To generalize the workaround, create a function:

function nonzero_min(chart) {
    dc.override(chart, 'yAxisMin', function () {
         var min = d3.min(chart.data(), function (layer) {
             return d3.min(layer.values, function (p) {
                 return p.y + p.y0;
             });
         });
         return dc.utils.subtract(min, chart.yAxisPadding());
    });
    return chart;
}

Apply this function to a single chart; add it to the chart() generator for a series chart as @mtraynham shows above; or wrap each chart as you're passing them to a composite chart.

gordonwoodhull avatar Jul 13 '16 16:07 gordonwoodhull

Earlier discussion, with a preRender/preRedraw - based workaround: #216.

gordonwoodhull avatar Jul 13 '16 16:07 gordonwoodhull

Thanks Gordon, but I can't find how to apply it to my example:

http://jsfiddle.net/u57bfje8/31/

leo-combes avatar Jul 13 '16 17:07 leo-combes

In your example:

    .compose([
        nonzero_min(dc.lineChart(chart2)
            .dimension(timeDimension)
            .colors('red')
            .group(enabledA, "enabledA")
            // .dashStyle([2,2])
            .interpolate('step-after')
            .renderArea(false)
            .brushOn(false)
            .renderDataPoints(true)
            .clipPadding(10)),
        nonzero_min(dc.lineChart(chart2)
            .dimension(timeDimension)
            // .colors('red')
            .group(enabledC, "enabledC")
            // .dashStyle([2,2])
            .interpolate('step-after')
            .renderArea(false)
            .brushOn(false)
            .renderDataPoints(true)
            .clipPadding(10)),                        
        nonzero_min(dc.lineChart(chart2)
            .dimension(timeDimension)
            .colors('orange')
            .group(enabledB, "enabledB")
            // .dashStyle([5,5])
            .interpolate('step-after')
            .renderArea(false)
            .brushOn(false)
            .renderDataPoints(true)
            .clipPadding(10))     

fork of your fiddle: http://jsfiddle.net/gordonwoodhull/7anae5c5/1/

gordonwoodhull avatar Jul 13 '16 17:07 gordonwoodhull

To generalize the workaround, create a function:

function nonzero_min(chart) {
    dc.override(chart, 'yAxisMin', function () {
         var min = d3.min(chart.data(), function (layer) {
             return d3.min(layer.values, function (p) {
                 return p.y + p.y0;
             });
         });
         return dc.utils.subtract(min, chart.yAxisPadding());
    });
    return chart;
}

Apply this function to a single chart; add it to the chart() generator for a series chart as @mtraynham shows above; or wrap each chart as you're passing them to a composite chart.

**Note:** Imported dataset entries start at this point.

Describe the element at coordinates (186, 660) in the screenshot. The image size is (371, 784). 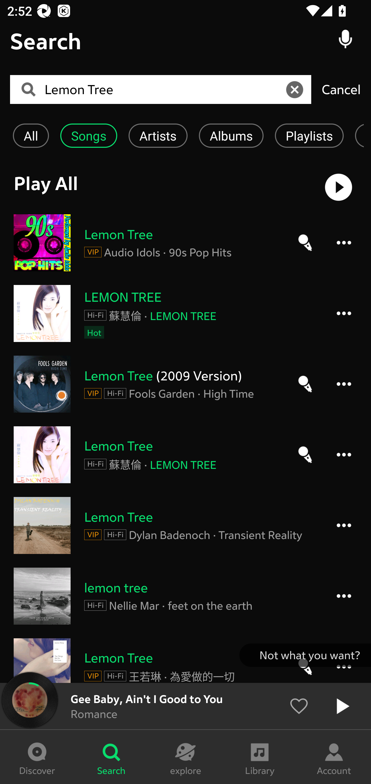
I see `Lemon Tree VIP Hi-Fi 王若琳 · 為愛做的一切` at that location.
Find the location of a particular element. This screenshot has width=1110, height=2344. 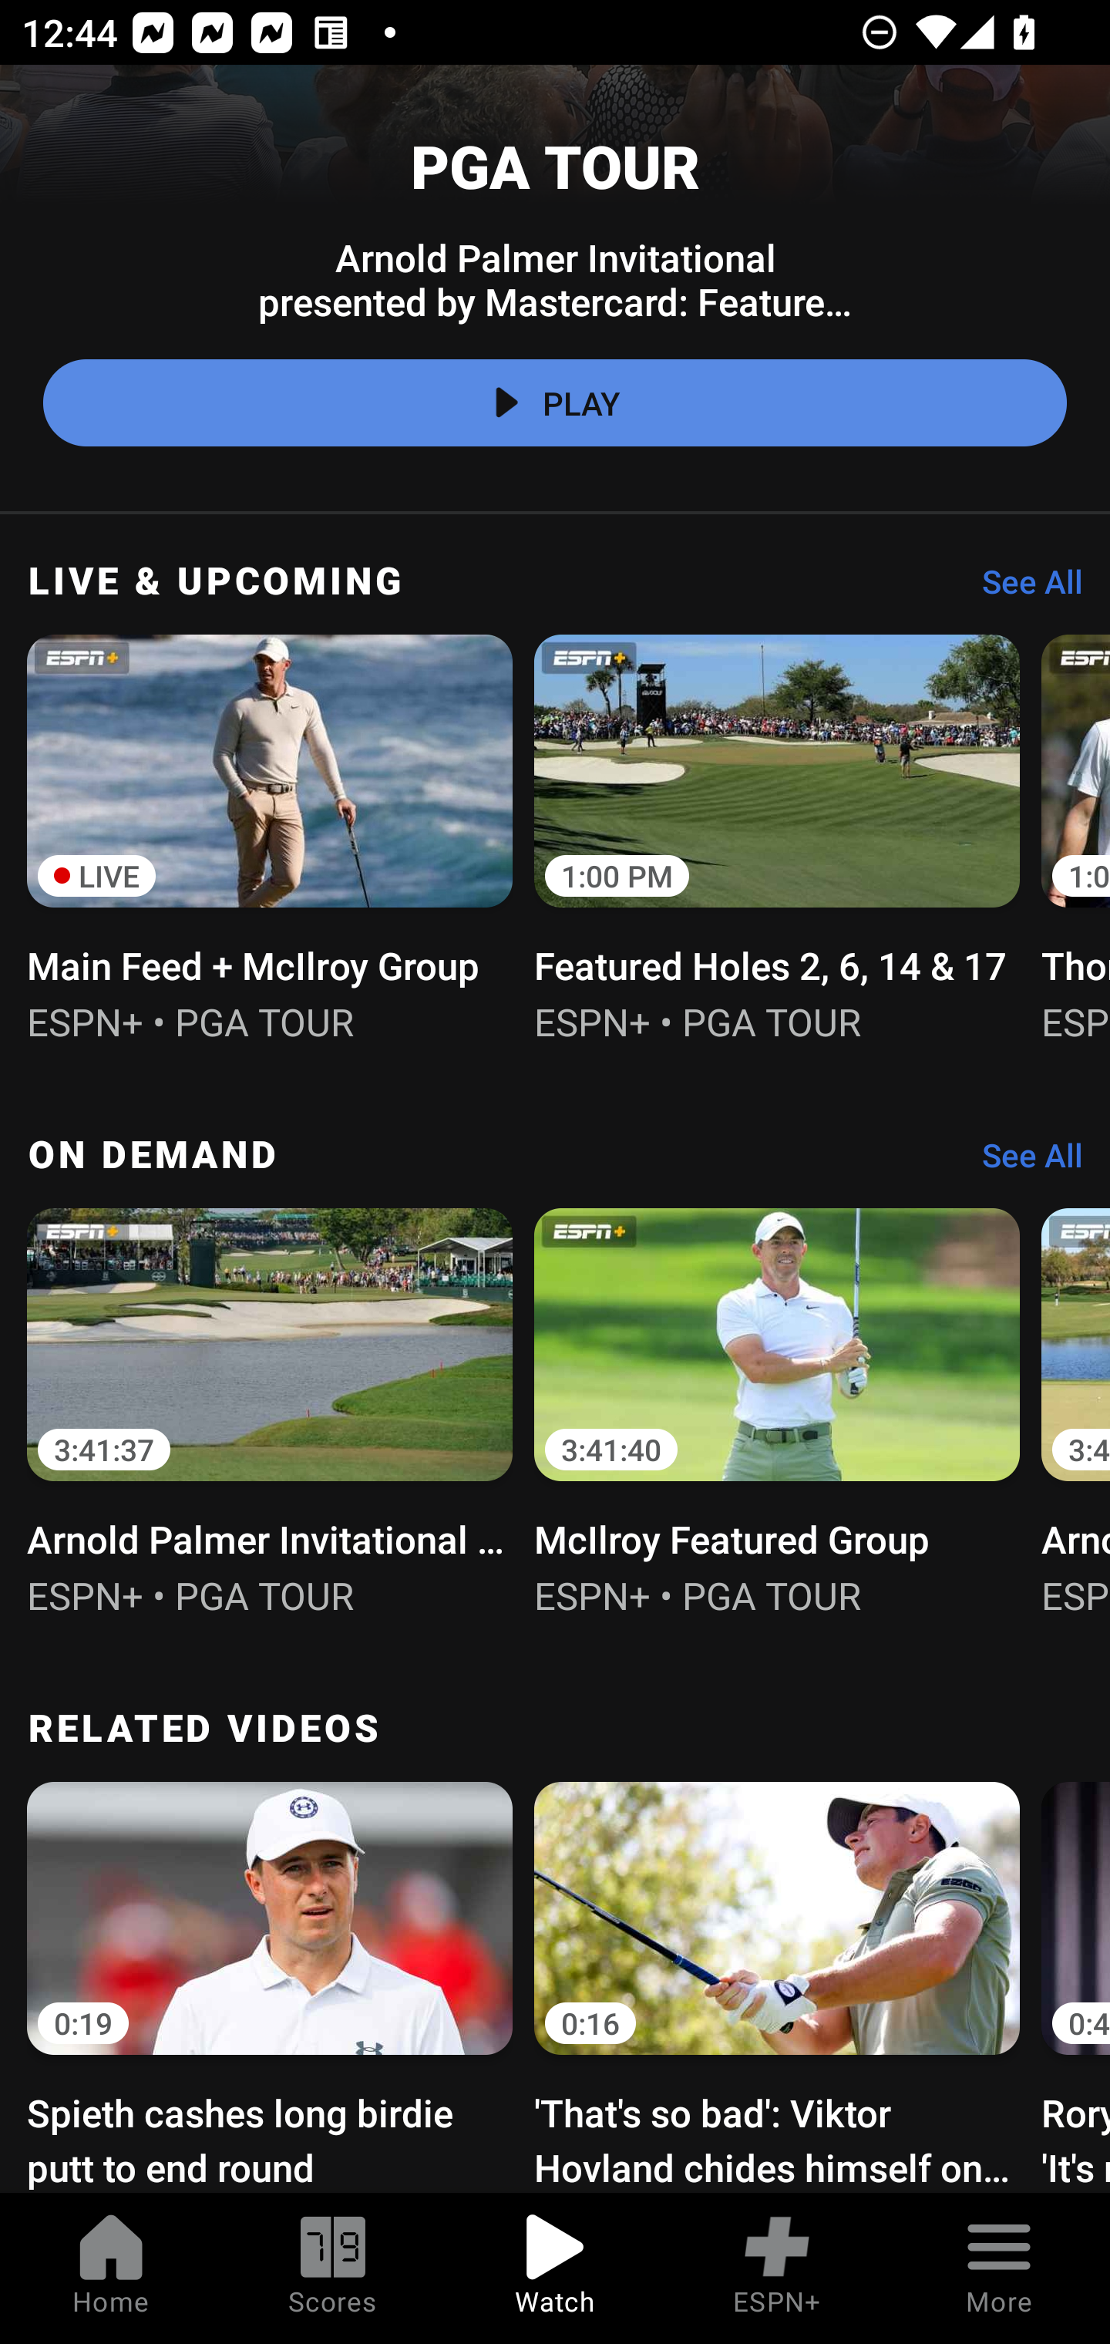

More is located at coordinates (999, 2269).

How would you modify this so y axis minimum is not exactly minimum of data, but slightly lower so that below 5% of y axis bottom is empty (no y data points), also similarly I want to get a buffer on y axis top so largest points dont touch the top of the y axis

erdult avatar Jun 12 '21 13:06 erdult

Hi @erdult. Did you try setting the yAxisPadding which both this and yAxisMax use? It allows percentage units.